An important fact about the German artist Anselm Kiefer is the date of his birth: 1945 – the last year of the Second World War. Kiefer was destined to grow up in the traumatised and guilt-ridden Germany that emerged from Hitler’s devastating war. The son of a teacher, he became an artist after having studied law and languages. The need to express the conflicting and agonising currents of thought in his time became a compulsion, and he evolved a visual language in which many contrasting themes and emotions collide.
He was always drawn to myth, poetical and allegorical ways of bringing into focus the history and psychology of his country. The operas of Wagner were a recurring subject, especially the Ring cycle dealing with the landscape of Germany as a setting for the aspirations, careers and downfall of the German gods – not to mention Wagner’s worrying reputation as an anti-Semite. He tackled other historical symbols with equal power, as in this vast canvas meditating on the gods of ancient Egypt.
As is often the case with Anselm Kiefer, the specific content of the message in Osiris und Isis is hard to grasp. We can only say with certainty that it is epic in its reference: it presents us with a colossal stone edifice, clearly a hugely magnified pyramid, embodying both the illustrious dead and the divinities that rule over them, and over the living as well. The brooding darkness of the heavens holds lurid signs and portents of that duality: the powers of earth and sky, in the context of an inexorable flux of history and humanity.
There’s a nebulous moon, and an oddly exact square hovering in the air – a diagram of the pyramid from the air or a projection of its geometrical essence? The only sparks of pure white in the design are extraneous – applied fragments of broken china that, by sharpening the detail of the foreground, increase our sense of being present, standing at the foot of this baffling monument.
The sheer size of much of his work conveys Kiefer’s sense of the overwhelming importance of what he has to say. Meanwhile, the strange mixture of media that he uses, including lead objects such as models ships or the wings of birds, as well as straw (a symbol of the power of gold as well as of the force of living things), sheaves of dried weeds and sometimes items of clothing, relate his vast narratives to the elements of nature, earth, sea and sky as they recur in landscape and in history. And buried in the chaotic grandeur of his pictures, there is often a kernel of poetic delicacy and lyricism, a single wildflower, a cloud or a woman’s dress.
How to evaluate such a mighty yet elusive creative intelligence? I can’t resist pointing to a parallel from the nineteenth century: the painter and sculptor George Frederick Watts (1817-1904) nursed similarly lofty moral preoccupations about humanity’s place in the universe and embodied them in often very large, heavily worked allegories.
Watts was hugely influential in his day, considered the greatest living artist, only for his reputation to plummet after his death. Now he enjoys some revived esteem. His greatness of mind begins to impress us again. Kiefer likewise enjoys a huge reputation today globally, and I predict that he too will endure an eclipse.
But it’s hard to believe that such a monumental achievement as his will not return to blaze brilliantly and stand as a profound lesson to mankind in the long-term future.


◆ Problem to solve:
Find the number of lines in these records where the word "page" appears. Reply with that number and nothing more.

◆ Input material:

.....

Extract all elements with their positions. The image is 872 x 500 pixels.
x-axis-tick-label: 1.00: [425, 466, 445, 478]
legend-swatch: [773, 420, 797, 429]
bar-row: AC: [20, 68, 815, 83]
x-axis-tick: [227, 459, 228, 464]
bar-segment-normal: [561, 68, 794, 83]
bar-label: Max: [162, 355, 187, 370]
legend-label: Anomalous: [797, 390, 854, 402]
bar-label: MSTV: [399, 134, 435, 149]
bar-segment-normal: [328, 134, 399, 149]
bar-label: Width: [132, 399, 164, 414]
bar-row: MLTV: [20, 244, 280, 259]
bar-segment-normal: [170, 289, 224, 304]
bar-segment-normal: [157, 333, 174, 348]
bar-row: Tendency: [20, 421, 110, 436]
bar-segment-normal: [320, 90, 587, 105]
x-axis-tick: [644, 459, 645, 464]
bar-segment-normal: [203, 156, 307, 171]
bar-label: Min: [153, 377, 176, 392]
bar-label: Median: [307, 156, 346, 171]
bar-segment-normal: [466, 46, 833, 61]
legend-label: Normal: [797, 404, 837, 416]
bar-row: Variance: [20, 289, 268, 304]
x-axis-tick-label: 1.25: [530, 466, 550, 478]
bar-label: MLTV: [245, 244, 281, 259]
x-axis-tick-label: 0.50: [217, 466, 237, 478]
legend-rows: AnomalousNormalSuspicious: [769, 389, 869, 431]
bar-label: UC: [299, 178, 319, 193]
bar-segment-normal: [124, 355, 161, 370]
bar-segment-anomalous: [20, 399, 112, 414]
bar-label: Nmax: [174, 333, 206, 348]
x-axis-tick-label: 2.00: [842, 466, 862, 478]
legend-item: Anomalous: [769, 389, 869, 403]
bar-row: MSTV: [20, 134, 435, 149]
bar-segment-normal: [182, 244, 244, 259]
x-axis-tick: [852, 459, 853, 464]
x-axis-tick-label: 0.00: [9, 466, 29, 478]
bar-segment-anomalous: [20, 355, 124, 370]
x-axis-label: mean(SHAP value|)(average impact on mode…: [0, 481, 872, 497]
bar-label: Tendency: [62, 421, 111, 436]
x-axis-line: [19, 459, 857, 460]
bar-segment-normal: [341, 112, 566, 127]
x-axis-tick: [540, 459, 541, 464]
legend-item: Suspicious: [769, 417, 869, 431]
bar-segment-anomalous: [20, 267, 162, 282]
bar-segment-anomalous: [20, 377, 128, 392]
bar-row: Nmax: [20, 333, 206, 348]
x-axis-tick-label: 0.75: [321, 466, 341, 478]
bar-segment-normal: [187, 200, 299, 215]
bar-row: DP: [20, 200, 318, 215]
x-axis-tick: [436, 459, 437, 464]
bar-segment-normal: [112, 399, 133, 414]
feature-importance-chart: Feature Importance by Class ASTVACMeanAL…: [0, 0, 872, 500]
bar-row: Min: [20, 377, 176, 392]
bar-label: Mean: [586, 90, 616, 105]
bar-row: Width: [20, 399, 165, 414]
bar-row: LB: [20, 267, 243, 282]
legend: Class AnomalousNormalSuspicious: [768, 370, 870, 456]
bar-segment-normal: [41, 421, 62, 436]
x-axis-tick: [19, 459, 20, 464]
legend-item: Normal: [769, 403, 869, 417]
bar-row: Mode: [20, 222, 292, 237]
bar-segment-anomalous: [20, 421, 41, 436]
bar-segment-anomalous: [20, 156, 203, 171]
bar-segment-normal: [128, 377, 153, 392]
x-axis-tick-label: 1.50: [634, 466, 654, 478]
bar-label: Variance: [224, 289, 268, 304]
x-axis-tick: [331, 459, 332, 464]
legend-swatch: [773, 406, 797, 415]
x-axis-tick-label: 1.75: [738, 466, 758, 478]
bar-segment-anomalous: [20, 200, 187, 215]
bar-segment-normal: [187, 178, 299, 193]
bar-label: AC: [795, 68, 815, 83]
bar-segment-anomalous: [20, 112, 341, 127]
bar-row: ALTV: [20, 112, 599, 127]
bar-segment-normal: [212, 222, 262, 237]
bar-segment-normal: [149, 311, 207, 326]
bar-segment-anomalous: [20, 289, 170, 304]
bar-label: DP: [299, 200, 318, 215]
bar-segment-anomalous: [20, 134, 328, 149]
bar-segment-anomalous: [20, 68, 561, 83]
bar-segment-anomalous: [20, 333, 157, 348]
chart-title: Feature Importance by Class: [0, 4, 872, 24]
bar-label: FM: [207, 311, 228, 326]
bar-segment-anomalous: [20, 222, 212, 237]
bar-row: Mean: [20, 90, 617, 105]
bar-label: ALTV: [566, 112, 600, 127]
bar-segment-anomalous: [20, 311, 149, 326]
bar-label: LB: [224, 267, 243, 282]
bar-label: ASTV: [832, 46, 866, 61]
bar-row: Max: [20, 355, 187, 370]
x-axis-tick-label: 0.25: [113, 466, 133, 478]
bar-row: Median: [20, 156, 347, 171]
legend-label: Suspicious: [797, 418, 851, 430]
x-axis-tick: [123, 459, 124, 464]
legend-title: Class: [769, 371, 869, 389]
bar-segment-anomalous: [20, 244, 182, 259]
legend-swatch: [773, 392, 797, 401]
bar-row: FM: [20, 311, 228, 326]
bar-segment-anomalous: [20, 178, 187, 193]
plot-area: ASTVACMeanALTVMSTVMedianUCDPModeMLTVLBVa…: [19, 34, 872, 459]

.....

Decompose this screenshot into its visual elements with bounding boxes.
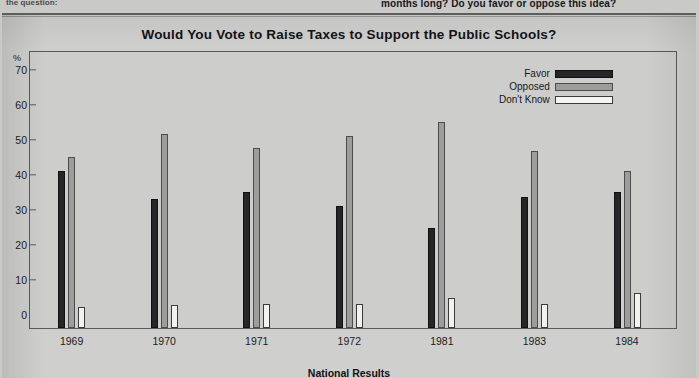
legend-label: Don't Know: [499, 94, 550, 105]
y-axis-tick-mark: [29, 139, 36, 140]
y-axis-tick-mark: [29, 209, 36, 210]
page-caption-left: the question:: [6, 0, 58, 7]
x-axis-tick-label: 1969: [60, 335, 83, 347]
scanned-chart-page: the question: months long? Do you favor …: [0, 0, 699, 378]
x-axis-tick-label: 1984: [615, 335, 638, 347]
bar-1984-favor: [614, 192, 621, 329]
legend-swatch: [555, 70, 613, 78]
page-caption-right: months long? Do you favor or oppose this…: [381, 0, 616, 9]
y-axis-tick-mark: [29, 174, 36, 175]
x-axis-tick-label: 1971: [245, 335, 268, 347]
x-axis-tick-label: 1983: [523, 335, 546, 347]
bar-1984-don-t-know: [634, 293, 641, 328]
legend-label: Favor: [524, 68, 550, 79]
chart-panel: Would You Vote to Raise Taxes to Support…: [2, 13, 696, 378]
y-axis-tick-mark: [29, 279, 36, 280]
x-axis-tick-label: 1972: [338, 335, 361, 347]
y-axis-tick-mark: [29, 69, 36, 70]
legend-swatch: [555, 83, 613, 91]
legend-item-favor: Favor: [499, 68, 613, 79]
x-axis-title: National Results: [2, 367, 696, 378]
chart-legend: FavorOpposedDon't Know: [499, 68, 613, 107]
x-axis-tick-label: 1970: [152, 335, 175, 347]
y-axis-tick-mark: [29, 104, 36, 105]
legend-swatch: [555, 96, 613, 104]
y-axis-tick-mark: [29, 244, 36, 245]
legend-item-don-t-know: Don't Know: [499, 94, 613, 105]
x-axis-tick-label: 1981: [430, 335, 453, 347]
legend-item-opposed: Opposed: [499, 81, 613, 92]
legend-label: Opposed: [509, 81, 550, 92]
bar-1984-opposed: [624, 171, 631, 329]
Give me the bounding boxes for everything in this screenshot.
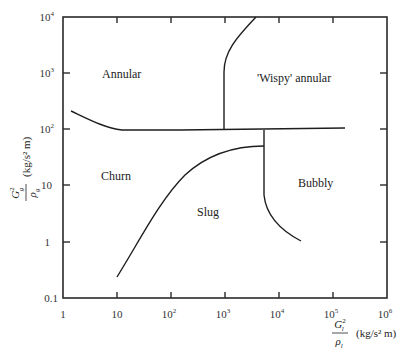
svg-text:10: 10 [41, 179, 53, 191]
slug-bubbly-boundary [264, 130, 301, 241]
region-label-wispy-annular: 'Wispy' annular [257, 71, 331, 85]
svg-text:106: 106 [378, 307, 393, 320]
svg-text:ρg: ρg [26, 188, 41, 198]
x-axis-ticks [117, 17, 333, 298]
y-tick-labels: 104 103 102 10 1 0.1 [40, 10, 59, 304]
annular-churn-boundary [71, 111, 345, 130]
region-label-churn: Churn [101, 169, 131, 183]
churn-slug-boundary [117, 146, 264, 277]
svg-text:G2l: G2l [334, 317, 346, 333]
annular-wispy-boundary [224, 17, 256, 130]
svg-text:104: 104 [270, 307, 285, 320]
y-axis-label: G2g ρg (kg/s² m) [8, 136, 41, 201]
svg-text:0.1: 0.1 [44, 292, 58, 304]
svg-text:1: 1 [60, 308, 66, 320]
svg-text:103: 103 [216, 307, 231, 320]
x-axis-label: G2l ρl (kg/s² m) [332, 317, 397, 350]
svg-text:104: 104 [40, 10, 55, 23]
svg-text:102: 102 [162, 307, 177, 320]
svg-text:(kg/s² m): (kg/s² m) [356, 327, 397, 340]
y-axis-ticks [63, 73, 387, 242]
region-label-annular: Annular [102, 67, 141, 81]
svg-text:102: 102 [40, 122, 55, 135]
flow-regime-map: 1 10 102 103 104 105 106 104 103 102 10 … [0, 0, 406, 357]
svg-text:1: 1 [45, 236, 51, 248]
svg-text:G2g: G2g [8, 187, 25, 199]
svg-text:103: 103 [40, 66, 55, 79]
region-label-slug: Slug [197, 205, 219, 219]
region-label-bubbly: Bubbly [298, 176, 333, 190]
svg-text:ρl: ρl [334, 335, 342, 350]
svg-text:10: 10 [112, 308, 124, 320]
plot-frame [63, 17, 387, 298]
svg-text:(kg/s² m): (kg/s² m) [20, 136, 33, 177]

.....

◆ Task solution:
3